Japanese Diplomat Saved Thousands During Holocaust
Some compare him to Oskar Schindler, but supporters say Chiune Sugihara "even more impressive."
Chiune Sugihara was a Japanese Diplomat working as Vice Consul for the Empire of Japan in Lithuania. During World War II, he helped more than six thousand Jews escape to Japan by issuing transit visas, risking his own life and that of his family. Most of the Jews who fled were refugees from German occupied Poland and Lithuania. Sugihara came to know Judaism through a young boy named Solly Ganor. Solly and his family unfortunately suffered the brutality of the Holocaust even though they were issued visas to escape Lithuania.
In this very moving story, Chiune Sugihara is remembered by a handful of the Jews who he saved. They tell their stories in Hebrew, translated to English via Subtitles. Nina Admoni, one of the refugees said in the film she is alive today surrounded by her children and grandchildren only because of Sugihara. The rest of her relatives who stayed behind were murdered in the Holocaust.
Another person in the film said that there is so much information that needs to be told about Sugihara. He didn’t just save 6,000 Jewish Souls. He allowed the visas that were handed to the Jewish Refugees to be copied so that more Jews could be added to the list. He gave the visa stamps away and made sure that the Russian Soldiers looked the other way, when the Jews came through the Russian border on their way to Japan.
All the persons interviewed said that without Sugihara’s help, none of them nor their families would be alive today. In 1985, one year before his death, Sugihara was honored as a Righteous Gentile in Israel’s Holocaust Museum, Yad Vashem.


- Assignment: Every line below that has the string "pixels" needs to be copied.

::::

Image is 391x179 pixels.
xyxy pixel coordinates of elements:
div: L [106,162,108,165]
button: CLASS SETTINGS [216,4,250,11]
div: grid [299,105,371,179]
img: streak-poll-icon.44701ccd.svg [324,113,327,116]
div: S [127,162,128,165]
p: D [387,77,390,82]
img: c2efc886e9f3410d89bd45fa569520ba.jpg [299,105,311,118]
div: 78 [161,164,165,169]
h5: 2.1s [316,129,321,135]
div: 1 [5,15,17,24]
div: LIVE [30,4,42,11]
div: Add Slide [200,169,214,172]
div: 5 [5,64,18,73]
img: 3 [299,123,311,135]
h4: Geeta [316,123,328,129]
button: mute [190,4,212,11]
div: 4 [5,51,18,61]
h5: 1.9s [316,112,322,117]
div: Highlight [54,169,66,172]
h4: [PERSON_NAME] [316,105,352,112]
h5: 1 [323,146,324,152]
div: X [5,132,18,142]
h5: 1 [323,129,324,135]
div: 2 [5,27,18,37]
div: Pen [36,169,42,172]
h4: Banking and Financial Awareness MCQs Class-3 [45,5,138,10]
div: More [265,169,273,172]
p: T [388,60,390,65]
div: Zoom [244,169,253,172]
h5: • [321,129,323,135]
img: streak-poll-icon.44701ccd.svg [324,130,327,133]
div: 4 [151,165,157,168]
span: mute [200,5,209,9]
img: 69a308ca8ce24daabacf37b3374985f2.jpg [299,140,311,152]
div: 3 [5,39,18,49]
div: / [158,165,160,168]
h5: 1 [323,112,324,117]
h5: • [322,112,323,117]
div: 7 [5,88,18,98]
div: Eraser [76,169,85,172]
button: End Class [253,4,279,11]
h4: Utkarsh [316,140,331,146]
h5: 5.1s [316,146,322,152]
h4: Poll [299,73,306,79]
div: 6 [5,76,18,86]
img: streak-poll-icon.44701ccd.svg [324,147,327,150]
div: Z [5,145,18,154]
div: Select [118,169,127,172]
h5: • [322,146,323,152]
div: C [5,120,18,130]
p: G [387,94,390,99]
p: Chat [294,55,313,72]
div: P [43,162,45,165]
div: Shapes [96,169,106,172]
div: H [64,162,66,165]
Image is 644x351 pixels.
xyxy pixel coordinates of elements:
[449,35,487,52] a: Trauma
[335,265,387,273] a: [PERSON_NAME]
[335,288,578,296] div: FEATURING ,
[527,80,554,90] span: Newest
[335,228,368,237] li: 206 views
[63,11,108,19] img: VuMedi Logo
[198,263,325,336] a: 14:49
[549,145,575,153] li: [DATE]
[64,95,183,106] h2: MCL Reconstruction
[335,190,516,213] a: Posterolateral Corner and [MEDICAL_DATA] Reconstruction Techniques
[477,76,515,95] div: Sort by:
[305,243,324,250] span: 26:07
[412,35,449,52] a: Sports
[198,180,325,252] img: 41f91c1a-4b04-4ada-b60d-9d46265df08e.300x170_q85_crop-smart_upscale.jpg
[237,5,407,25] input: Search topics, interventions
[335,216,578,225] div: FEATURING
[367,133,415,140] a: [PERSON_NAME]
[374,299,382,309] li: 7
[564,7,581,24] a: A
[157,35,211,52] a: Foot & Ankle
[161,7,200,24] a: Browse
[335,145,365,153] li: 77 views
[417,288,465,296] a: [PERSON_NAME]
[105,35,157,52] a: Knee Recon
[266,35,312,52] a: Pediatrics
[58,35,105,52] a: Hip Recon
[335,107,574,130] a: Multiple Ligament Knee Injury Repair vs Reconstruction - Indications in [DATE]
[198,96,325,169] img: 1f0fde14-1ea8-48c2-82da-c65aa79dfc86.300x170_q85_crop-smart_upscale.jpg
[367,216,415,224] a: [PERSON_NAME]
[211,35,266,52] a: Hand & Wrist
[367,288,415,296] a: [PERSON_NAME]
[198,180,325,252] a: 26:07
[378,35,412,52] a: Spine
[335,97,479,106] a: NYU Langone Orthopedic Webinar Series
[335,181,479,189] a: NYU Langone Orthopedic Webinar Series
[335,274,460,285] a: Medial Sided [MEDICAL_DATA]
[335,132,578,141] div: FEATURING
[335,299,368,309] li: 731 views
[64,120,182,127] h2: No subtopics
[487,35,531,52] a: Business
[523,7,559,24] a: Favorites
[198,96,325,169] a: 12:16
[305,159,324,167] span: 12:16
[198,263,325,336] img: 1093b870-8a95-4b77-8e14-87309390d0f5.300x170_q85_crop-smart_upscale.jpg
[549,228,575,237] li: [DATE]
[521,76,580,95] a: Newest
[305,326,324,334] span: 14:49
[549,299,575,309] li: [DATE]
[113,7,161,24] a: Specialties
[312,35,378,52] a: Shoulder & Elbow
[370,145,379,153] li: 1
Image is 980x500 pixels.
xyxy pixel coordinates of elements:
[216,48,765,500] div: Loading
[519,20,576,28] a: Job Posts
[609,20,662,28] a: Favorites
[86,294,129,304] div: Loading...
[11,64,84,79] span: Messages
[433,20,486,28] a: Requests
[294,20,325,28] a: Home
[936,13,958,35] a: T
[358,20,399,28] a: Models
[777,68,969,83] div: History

::::

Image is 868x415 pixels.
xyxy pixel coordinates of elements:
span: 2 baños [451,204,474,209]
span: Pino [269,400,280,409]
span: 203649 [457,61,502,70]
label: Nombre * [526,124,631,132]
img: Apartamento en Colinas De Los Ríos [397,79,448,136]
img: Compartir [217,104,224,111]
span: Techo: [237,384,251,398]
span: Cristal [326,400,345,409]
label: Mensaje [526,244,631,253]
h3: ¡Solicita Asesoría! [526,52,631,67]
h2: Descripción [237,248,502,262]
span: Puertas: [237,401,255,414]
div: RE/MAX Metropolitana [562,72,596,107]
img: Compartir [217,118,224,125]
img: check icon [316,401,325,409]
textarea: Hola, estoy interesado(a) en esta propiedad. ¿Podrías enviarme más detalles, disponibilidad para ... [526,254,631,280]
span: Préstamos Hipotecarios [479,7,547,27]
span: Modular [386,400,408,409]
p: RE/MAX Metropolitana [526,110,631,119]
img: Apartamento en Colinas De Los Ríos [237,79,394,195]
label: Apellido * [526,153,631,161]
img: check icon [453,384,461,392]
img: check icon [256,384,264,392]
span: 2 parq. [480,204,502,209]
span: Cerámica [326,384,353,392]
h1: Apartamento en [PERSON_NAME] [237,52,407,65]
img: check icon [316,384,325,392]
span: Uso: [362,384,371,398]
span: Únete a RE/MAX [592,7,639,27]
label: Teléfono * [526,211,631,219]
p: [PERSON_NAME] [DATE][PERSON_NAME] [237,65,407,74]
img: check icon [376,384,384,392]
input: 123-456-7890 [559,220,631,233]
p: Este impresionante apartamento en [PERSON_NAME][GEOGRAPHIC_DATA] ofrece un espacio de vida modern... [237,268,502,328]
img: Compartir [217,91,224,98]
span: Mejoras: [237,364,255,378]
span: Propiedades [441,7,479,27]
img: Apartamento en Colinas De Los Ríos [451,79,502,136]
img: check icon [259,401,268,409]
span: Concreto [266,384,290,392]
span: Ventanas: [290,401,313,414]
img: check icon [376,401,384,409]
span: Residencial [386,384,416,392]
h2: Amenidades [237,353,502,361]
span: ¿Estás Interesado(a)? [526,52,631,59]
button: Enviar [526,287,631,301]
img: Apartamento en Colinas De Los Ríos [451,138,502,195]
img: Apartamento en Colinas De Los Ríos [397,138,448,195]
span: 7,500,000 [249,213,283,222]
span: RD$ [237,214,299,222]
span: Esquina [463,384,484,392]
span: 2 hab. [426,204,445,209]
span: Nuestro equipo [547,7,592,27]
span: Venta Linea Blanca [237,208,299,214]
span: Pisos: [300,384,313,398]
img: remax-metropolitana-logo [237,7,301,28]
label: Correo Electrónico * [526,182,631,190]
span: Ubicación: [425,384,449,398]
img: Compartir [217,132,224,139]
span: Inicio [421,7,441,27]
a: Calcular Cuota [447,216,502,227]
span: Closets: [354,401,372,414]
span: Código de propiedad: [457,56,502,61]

::::

- Your response:
Image is 391x179 pixels.
Image is 644x351 pixels.
Image is 980x500 pixels.
Image is 868x415 pixels.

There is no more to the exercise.